"Yeah, the jumping worms are like snakes, it is said. Fool around with them and they rise up like India cobras being tooted out of a cask by a Hindi seer." Written by By Jim Heffernan for the Duluth News Tribune, September 19, 2020
Photo by Josef Gorres, University of Vermont
I have never cared for worms. Have you? Even harmless angle or earthworms seem kind of yucky to me. You used to put them on fish hooks, which was unpleasant to me even at a young age. Maybe that is why I have never cared for fishing. (Don’t get me started on impaling minnows.)
Why worms now? We here in the Northland are being warned of the arrival from Asia — where else? — of the jumping worm. I’m not making that up. This paper published a lengthy report on the invasion of the Asian jumping worm a week or so ago. Google it.
Whew, as if we haven’t got enough to worry about, now it’s the jumping worm? And, of course, every few years or so we get invaded by army worms — they’re actually caterpillars — that strip all the deciduous trees of their leaves and crawl around outdoor surfaces ruining picnics and other outdoor activities like just relaxing on the deck.
But back to the angleworm for a moment. Beyond threading them on fish hooks back in the day, we actually dissected them in a college natural science course. There’s a saddle on their back, or in their middle, called the clitellum. That pretty well summarizes everything I learned about natural science in college. Well, there were very unfortunate spotted frogs too, but we won’t go into that. It explains why I didn’t go to medical school.
And if earthworms are yucky, what about night crawlers? They seem juicier. They show up on the driveways and sidewalks of the civilized world — at least it used to be civilized — after it rains, ready for the, what, picking? Not by me.
Some guy named Walt sells them at area gas stations/convenience stores. I notice the sign “Walt’s Crawlers” as I drive by. How convenient is that? Gas, milk, potato chips and night crawling worms all in one handy stop.
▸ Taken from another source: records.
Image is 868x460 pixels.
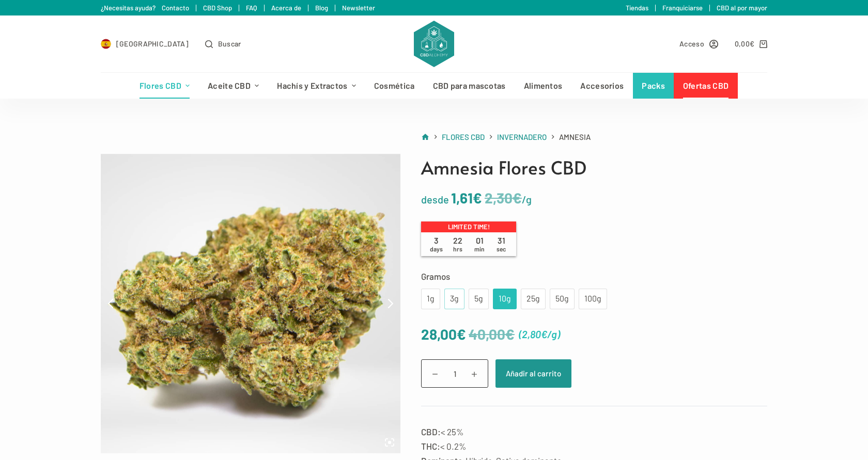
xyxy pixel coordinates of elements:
span: sec [497,245,505,252]
h1: Amnesia Flores CBD [421,154,767,181]
a: Invernadero [497,131,546,143]
div: 50g [556,292,568,306]
a: Accesorios [572,73,633,99]
nav: Menú de cabecera [130,73,737,99]
a: CBD para mascotas [424,73,514,99]
span: € [541,328,547,340]
a: Flores CBD [130,73,198,99]
a: Flores CBD [442,131,485,143]
span: € [505,325,514,343]
a: Ofertas CBD [674,73,737,99]
span: € [456,325,466,343]
span: Flores CBD [442,132,485,142]
a: Franquiciarse [662,4,702,12]
a: Aceite CBD [199,73,268,99]
div: 100g [585,292,600,306]
span: [GEOGRAPHIC_DATA] [116,38,189,50]
bdi: 28,00 [421,325,466,343]
div: 1g [427,292,434,306]
a: Newsletter [342,4,375,12]
a: Tiendas [626,4,648,12]
div: 10g [499,292,510,306]
span: days [430,245,442,252]
span: Amnesia [559,131,590,143]
span: /g [547,328,557,340]
img: CBD Alchemy [414,21,454,67]
span: 3 [425,235,447,253]
a: ¿Necesitas ayuda? Contacto [101,4,189,12]
strong: CBD: [421,427,441,437]
label: Gramos [421,269,767,284]
div: 25g [527,292,539,306]
a: Acerca de [271,4,301,12]
button: Abrir formulario de búsqueda [205,38,241,50]
span: desde [421,193,449,206]
a: Alimentos [514,73,572,99]
span: 01 [468,235,490,253]
bdi: 0,00 [735,39,755,48]
bdi: 2,80 [522,328,547,340]
span: Invernadero [497,132,546,142]
img: ES Flag [101,39,111,49]
span: € [750,39,754,48]
input: Cantidad de productos [421,359,488,388]
span: € [473,189,482,206]
span: ( ) [519,326,560,343]
span: min [474,245,485,252]
a: Blog [315,4,328,12]
a: Cosmética [364,73,424,99]
span: /g [522,193,531,206]
span: 31 [490,235,512,253]
a: Packs [633,73,674,99]
span: hrs [453,245,462,252]
bdi: 1,61 [451,189,482,206]
span: € [512,189,522,206]
a: Select Country [101,38,189,50]
bdi: 40,00 [468,325,514,343]
span: 22 [447,235,468,253]
p: Limited time! [421,222,516,233]
a: CBD al por mayor [716,4,767,12]
img: flowers-greenhouse-amnesia-product-v6 [101,154,400,453]
bdi: 2,30 [485,189,522,206]
a: Hachís y Extractos [268,73,365,99]
div: 5g [475,292,482,306]
a: Carro de compra [735,38,767,50]
a: CBD Shop [203,4,232,12]
button: Añadir al carrito [495,359,572,388]
span: Acceso [679,38,704,50]
span: Buscar [218,38,241,50]
div: 3g [451,292,458,306]
a: FAQ [246,4,257,12]
a: Acceso [679,38,718,50]
strong: THC: [421,441,440,451]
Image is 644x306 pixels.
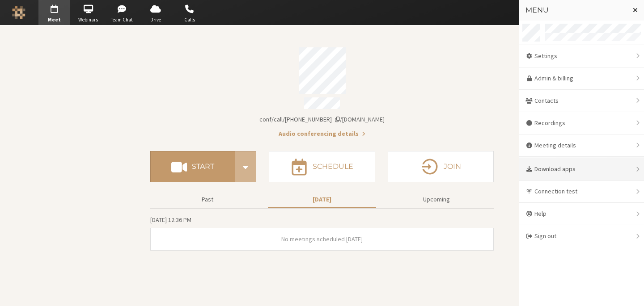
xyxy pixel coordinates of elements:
h4: Start [192,163,214,170]
div: Sign out [520,225,644,247]
button: [DATE] [268,191,376,207]
button: Start [150,151,235,182]
span: No meetings scheduled [DATE] [281,235,363,243]
span: [DATE] 12:36 PM [150,216,192,224]
button: Past [153,191,262,207]
h4: Schedule [313,163,353,170]
div: Settings [520,45,644,68]
h4: Join [443,163,461,170]
div: Help [520,203,644,225]
span: Team Chat [106,16,138,24]
div: Connection test [520,180,644,203]
span: Drive [140,16,171,24]
button: Join [388,151,494,182]
button: Upcoming [382,191,491,207]
button: Schedule [269,151,375,182]
section: Account details [150,41,494,138]
h3: Menu [525,6,625,14]
button: Audio conferencing details [278,129,366,138]
img: Iotum [12,6,25,20]
span: Webinars [73,16,103,24]
iframe: Chat [622,283,637,300]
div: Contacts [520,90,644,112]
section: Today's Meetings [150,215,494,251]
div: Recordings [520,112,644,135]
span: Copy my meeting room link [259,115,385,124]
a: Admin & billing [520,68,644,90]
span: Meet [38,16,70,24]
div: Meeting details [520,135,644,156]
button: Copy my meeting room linkCopy my meeting room link [259,115,385,124]
div: Start conference options [235,151,256,182]
div: Download apps [520,158,644,180]
span: Calls [174,16,206,24]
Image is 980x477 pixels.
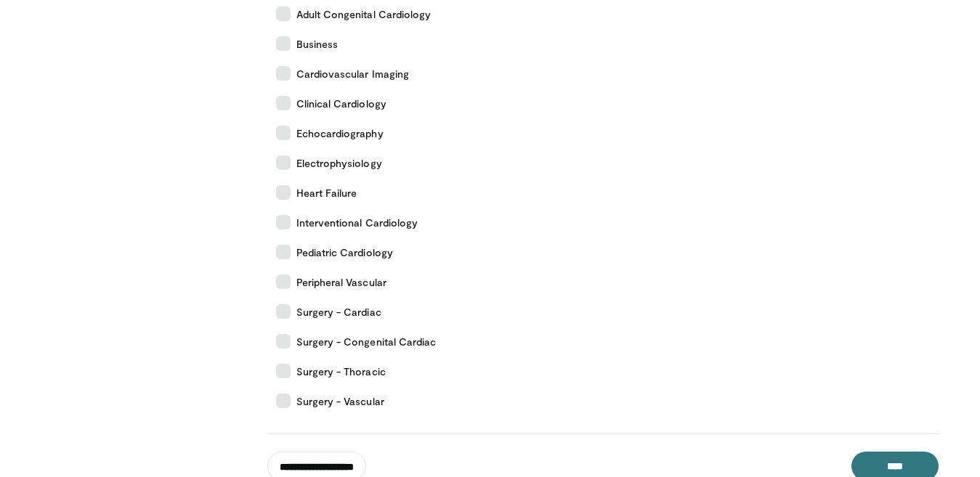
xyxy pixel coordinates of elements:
[297,334,437,349] span: Surgery - Congenital Cardiac
[297,96,387,111] span: Clinical Cardiology
[297,7,432,22] span: Adult Congenital Cardiology
[297,245,393,260] span: Pediatric Cardiology
[297,215,418,230] span: Interventional Cardiology
[297,275,387,290] span: Peripheral Vascular
[297,66,410,82] span: Cardiovascular Imaging
[297,126,383,141] span: Echocardiography
[297,364,386,379] span: Surgery - Thoracic
[297,394,384,409] span: Surgery - Vascular
[297,185,357,201] span: Heart Failure
[297,37,338,52] span: Business
[297,156,382,171] span: Electrophysiology
[297,304,382,320] span: Surgery - Cardiac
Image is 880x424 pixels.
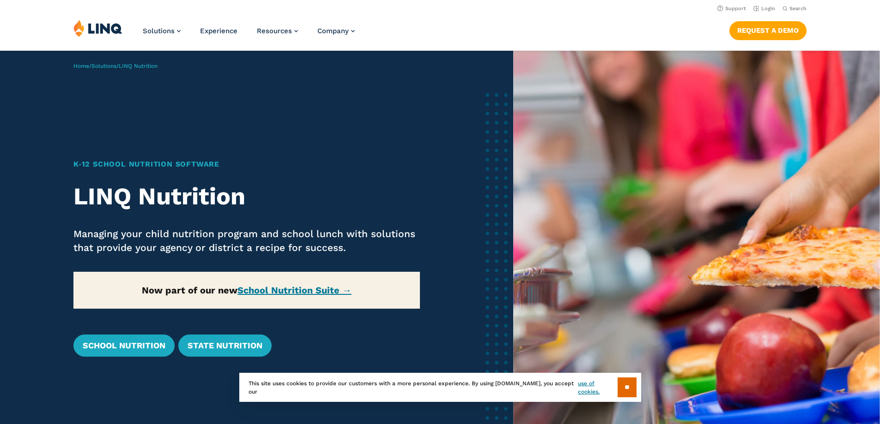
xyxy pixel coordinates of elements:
[73,63,89,69] a: Home
[143,19,355,50] nav: Primary Navigation
[237,285,351,296] a: School Nutrition Suite →
[782,5,806,12] button: Open Search Bar
[91,63,116,69] a: Solutions
[143,27,181,35] a: Solutions
[142,285,351,296] strong: Now part of our new
[257,27,292,35] span: Resources
[729,19,806,40] nav: Button Navigation
[178,335,272,357] a: State Nutrition
[717,6,746,12] a: Support
[73,227,420,255] p: Managing your child nutrition program and school lunch with solutions that provide your agency or...
[73,159,420,170] h1: K‑12 School Nutrition Software
[200,27,237,35] a: Experience
[578,380,617,396] a: use of cookies.
[119,63,157,69] span: LINQ Nutrition
[143,27,175,35] span: Solutions
[317,27,349,35] span: Company
[257,27,298,35] a: Resources
[73,19,122,37] img: LINQ | K‑12 Software
[317,27,355,35] a: Company
[239,373,641,402] div: This site uses cookies to provide our customers with a more personal experience. By using [DOMAIN...
[753,6,775,12] a: Login
[729,21,806,40] a: Request a Demo
[73,182,245,211] strong: LINQ Nutrition
[789,6,806,12] span: Search
[73,335,175,357] a: School Nutrition
[73,63,157,69] span: / /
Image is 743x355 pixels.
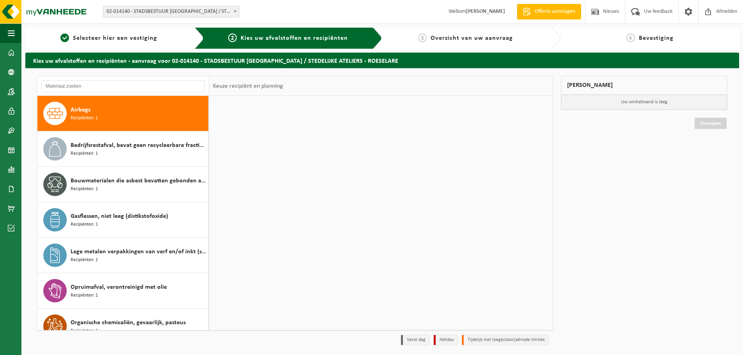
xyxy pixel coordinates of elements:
[71,318,186,328] span: Organische chemicaliën, gevaarlijk, pasteus
[71,257,98,264] span: Recipiënten: 1
[73,35,157,41] span: Selecteer hier een vestiging
[462,335,549,346] li: Tijdelijk niet toegestaan/période limitée
[71,221,98,229] span: Recipiënten: 1
[71,141,206,150] span: Bedrijfsrestafval, bevat geen recycleerbare fracties, verbrandbaar na verkleining
[71,150,98,158] span: Recipiënten: 1
[71,105,90,115] span: Airbags
[60,34,69,42] span: 1
[41,80,205,92] input: Materiaal zoeken
[103,6,239,17] span: 02-014140 - STADSBESTUUR ROESELARE / STEDELIJKE ATELIERS - ROESELARE
[401,335,430,346] li: Vaste dag
[561,95,727,110] p: Uw winkelmand is leeg
[418,34,427,42] span: 3
[103,6,239,18] span: 02-014140 - STADSBESTUUR ROESELARE / STEDELIJKE ATELIERS - ROESELARE
[241,35,348,41] span: Kies uw afvalstoffen en recipiënten
[37,238,209,273] button: Lege metalen verpakkingen van verf en/of inkt (schraapschoon) Recipiënten: 1
[29,34,188,43] a: 1Selecteer hier een vestiging
[37,167,209,202] button: Bouwmaterialen die asbest bevatten gebonden aan cement, bitumen, kunststof of lijm (hechtgebonden...
[561,76,728,95] div: [PERSON_NAME]
[71,212,168,221] span: Gasflessen, niet leeg (distikstofoxide)
[639,35,674,41] span: Bevestiging
[466,9,505,14] strong: [PERSON_NAME]
[71,247,206,257] span: Lege metalen verpakkingen van verf en/of inkt (schraapschoon)
[71,186,98,193] span: Recipiënten: 1
[37,309,209,344] button: Organische chemicaliën, gevaarlijk, pasteus Recipiënten: 1
[37,273,209,309] button: Opruimafval, verontreinigd met olie Recipiënten: 1
[37,202,209,238] button: Gasflessen, niet leeg (distikstofoxide) Recipiënten: 1
[71,176,206,186] span: Bouwmaterialen die asbest bevatten gebonden aan cement, bitumen, kunststof of lijm (hechtgebonden...
[626,34,635,42] span: 4
[228,34,237,42] span: 2
[517,4,581,20] a: Offerte aanvragen
[431,35,513,41] span: Overzicht van uw aanvraag
[71,328,98,335] span: Recipiënten: 1
[209,76,287,96] div: Keuze recipiënt en planning
[533,8,577,16] span: Offerte aanvragen
[71,292,98,300] span: Recipiënten: 1
[37,131,209,167] button: Bedrijfsrestafval, bevat geen recycleerbare fracties, verbrandbaar na verkleining Recipiënten: 1
[71,115,98,122] span: Recipiënten: 1
[37,96,209,131] button: Airbags Recipiënten: 1
[434,335,458,346] li: Holiday
[695,118,727,129] a: Doorgaan
[71,283,167,292] span: Opruimafval, verontreinigd met olie
[25,53,739,68] h2: Kies uw afvalstoffen en recipiënten - aanvraag voor 02-014140 - STADSBESTUUR [GEOGRAPHIC_DATA] / ...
But this threat by the jumping worm has got me spooked. Suddenly it shows up right in the middle of a global pandemic, thank you very much, and it is said to actually fight back if you pick one up. Not a pleasant thought, not that any worm is actually a pleasant thought or not that I would ever pick one up if I didn’t have to. Let Walt do it.
Yeah, the jumping worms are like snakes, it is said. Fool around with them and they rise up like India cobras being tooted out of a cask by a Hindi seer. And what are they good for? Nothing. Turns out worm scientists say the jumping worm crawls around a couple of inches beneath the surface of a lawn, and consumes all that keeps the lawn healthy. Trees too.
So, it’s an election year and what are our leaders going to do about the jumping worm threat? Wouldn’t we like to know.
I imagine the two main sides in this election — need I say Republicans and Democrats? — would have vastly different reactions to the invasion of the jumping worm. Republicans would blame it on Democrats and Democrats would defend them as part of the environment.
But enough. I want to get to a discussion of another worm that somehow enters my consciousness every single day: The earworm.
I am deeply involved with the earworm because I am the kind of individual who has some form of music on my mind every minute of every waking hour of the day. Mostly, in my case, it’s classical music, but other music too, like patriotic in an election year.
So, as I go through any given day (they are all a gift), I might be internally humming a theme from a symphony by Beethoven (the composer not the canine movie star) or “O Canada” or a show tune like “Oooooooklahoma where the wind comes sweeping down the plain” or, possibly, a hymn, “Rock of Ages” (not to be confused with rock ’n’ roll of the ages embodied by the late Little Richard) when suddenly a strange ear worm intervenes.
Enter, lately, a guy named “Ragtime Cowboy Joe.” Do you remember him? The song got stuck in my mind decades ago and now suddenly it’s back in the form of an earworm.
Readers of a certain age might recall it and even remember the melody. Hum along here: “He likes to sing raggedy music to the cattle as he swings back and forward in the saddle,/On his horse — a pretty good horse —to a syncopated gaiter and the roar of his repeater,/How they run when they hear his gun,/ ‘cause the western folks all know,/ He’s a high falutin’, roootin, shootin’ son-of-a-gun from Arizona,/ Ragtime Cowboy, talk about yer cowboy, Ragtime Cowboy Joe.”
That’s my latest and ubiquitous earworm. Can’t seem to shed it. Like on the Fourth of July, I might be out in the garden on a beautiful morning poking my 10-inch flag into a flowerpot and thinking, “O say can you see, by the dawn’s early light…” when suddenly:
“He likes to sing raggedy music to the cattle as he swings back and forward in the saddle…” drowning out the Star Spangled Banner on the Fourth of July in an election year in the middle of a global pandemic, for crying out loud. Arrest this man. Send in the Army worms.
So there you have it. Worms that plague our lives, including this new jumping worm. I’m an old Lutheran, but I’ll never understand how Martin got along on a diet of worms.